Tuesday, February 7, 2012

Native Multi-Tenant Hadoop - Big Data 2.0

For Hadoop to gain wider adoption and lower the barrier of entry to a broader audience it must become much more economical for businesses of all sizes to manage and operate a Hadoop processing cluster. Right now it takes a significant upfront investment in hardware and IT knowhow to provision the hardware and the necessary IT admin skills to configure and manage a full blown Hadoop cluster for any significant operation.

Cloud services like Amazon Elastic Map Reduce help reduce some of this but they can quickly become costly if you need to do seriously heavy processing and especially if you need to manage data in HDFS as opposed to constantly moving it between your HDFS cluster and S3 in order to shutdown datanodes to save cost as is the standard with Amazon EMR. Utilities like Whirr also help push the infrastructure management onto the EC2 cloud but again here for serious data processing this can quickly become cost prohibitive.

Operating short lived Hadoop clusters can be q useful option, but many organizations need long running processing and need to leverage HDFS for longer-term persistence as opposed to just a transient storage engine during the lifespan of MapReduce processing as is the case of Amazon EMR. For Hadoop, and Big Data in general, to make the next evolutionary leap for the boarder business world, we need a fully secure and multi-tenant Hadoop platform. In such as multi-tenant environment organizations can share clusters securely and manage the processing load in very controllable ways. And also allow each tenant to customize their Hadoop job flows and code in an isolated manner.

Hadoop already has various capacity management scheduling algorithms but what is needed is higher order resources management that can full isolate between different organizations for HDFS security and data processing purposes to support true multi-tenant capability. This will drive wider adoption within large organizations and by infrastructure services providers because it will increase the efficient utilization of unused CPU and storage just in same way that SaaS has allowed software to achieve greater economies of scale and services and democratize software for small and big organizations alike.

Native multi-tenant support in Hadoop will drastically reduce the upfront cost of rolling out a Hadoop environment and make the long-term costs much more cost effective and open the door for Hadoop and Big Data solutions to go mainstream in much the same way that Salesforce, for example, has created a rich ecosystem of solutions around business applications and CRM. This will also allow organizations to keep long-running environments and keep their data in HDFS for longer periods of time allowing them be more creative and spontaneous.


Give the records again exactly as written. Leave out the pictures.

_Exercise inputs:_

*** Begin section ***

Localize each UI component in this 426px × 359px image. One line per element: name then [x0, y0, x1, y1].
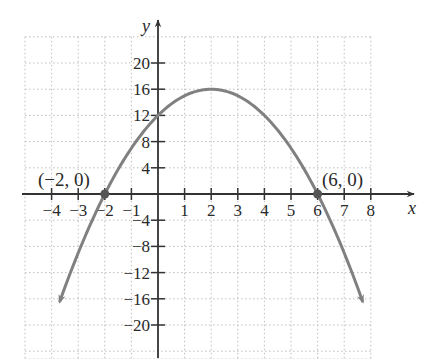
x-tick-label: 8: [367, 201, 376, 220]
y-axis-label: y: [140, 16, 150, 36]
parabola-chart: −4−3−2−112345678 20161284−4−8−12−16−20 x…: [0, 0, 426, 359]
x-tick-label: 5: [287, 201, 296, 220]
y-tick-label: −8: [132, 237, 150, 256]
root-point: [313, 190, 322, 199]
x-tick-label: −4: [43, 201, 62, 220]
root-point: [100, 190, 109, 199]
y-tick-label: −20: [123, 316, 150, 335]
y-tick-label: −16: [123, 290, 150, 309]
y-axis: [151, 20, 165, 358]
y-tick-label: 20: [133, 54, 150, 73]
y-tick-label: −12: [123, 264, 150, 283]
right-root-label: (6, 0): [322, 169, 363, 191]
x-tick-label: 4: [260, 201, 269, 220]
x-tick-label: 2: [207, 201, 216, 220]
y-tick-label: −4: [132, 211, 151, 230]
left-root-label: (−2, 0): [38, 169, 90, 191]
x-axis-label: x: [407, 198, 416, 218]
x-tick-label: 1: [180, 201, 189, 220]
y-tick-label: 16: [133, 80, 150, 99]
x-tick-label: −3: [69, 201, 87, 220]
y-tick-label: 12: [133, 106, 150, 125]
y-tick-label: 8: [142, 133, 151, 152]
x-tick-label: 3: [234, 201, 243, 220]
y-tick-label: 4: [142, 159, 151, 178]
x-tick-label: 7: [340, 201, 349, 220]
x-tick-label: 6: [313, 201, 322, 220]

*** End section ***

_Result of this task:_
Localize each UI component in this 426px × 359px image. One line per element: name then [x0, y0, x1, y1].
x-tick-label: 8: [367, 201, 376, 220]
y-axis-label: y: [140, 16, 150, 36]
parabola-chart: −4−3−2−112345678 20161284−4−8−12−16−20 x…: [0, 0, 426, 359]
x-tick-label: 5: [287, 201, 296, 220]
y-tick-label: −8: [132, 237, 150, 256]
root-point: [313, 190, 322, 199]
x-tick-label: −4: [43, 201, 62, 220]
root-point: [100, 190, 109, 199]
y-tick-label: −20: [123, 316, 150, 335]
y-tick-label: −16: [123, 290, 150, 309]
y-axis: [151, 20, 165, 358]
y-tick-label: 20: [133, 54, 150, 73]
y-tick-label: −12: [123, 264, 150, 283]
right-root-label: (6, 0): [322, 169, 363, 191]
x-tick-label: 4: [260, 201, 269, 220]
x-tick-label: 2: [207, 201, 216, 220]
y-tick-label: −4: [132, 211, 151, 230]
left-root-label: (−2, 0): [38, 169, 90, 191]
x-axis-label: x: [407, 198, 416, 218]
x-tick-label: 1: [180, 201, 189, 220]
y-tick-label: 16: [133, 80, 150, 99]
x-tick-label: −3: [69, 201, 87, 220]
y-tick-label: 12: [133, 106, 150, 125]
y-tick-label: 8: [142, 133, 151, 152]
x-tick-label: 3: [234, 201, 243, 220]
y-tick-label: 4: [142, 159, 151, 178]
x-tick-label: 7: [340, 201, 349, 220]
x-tick-label: 6: [313, 201, 322, 220]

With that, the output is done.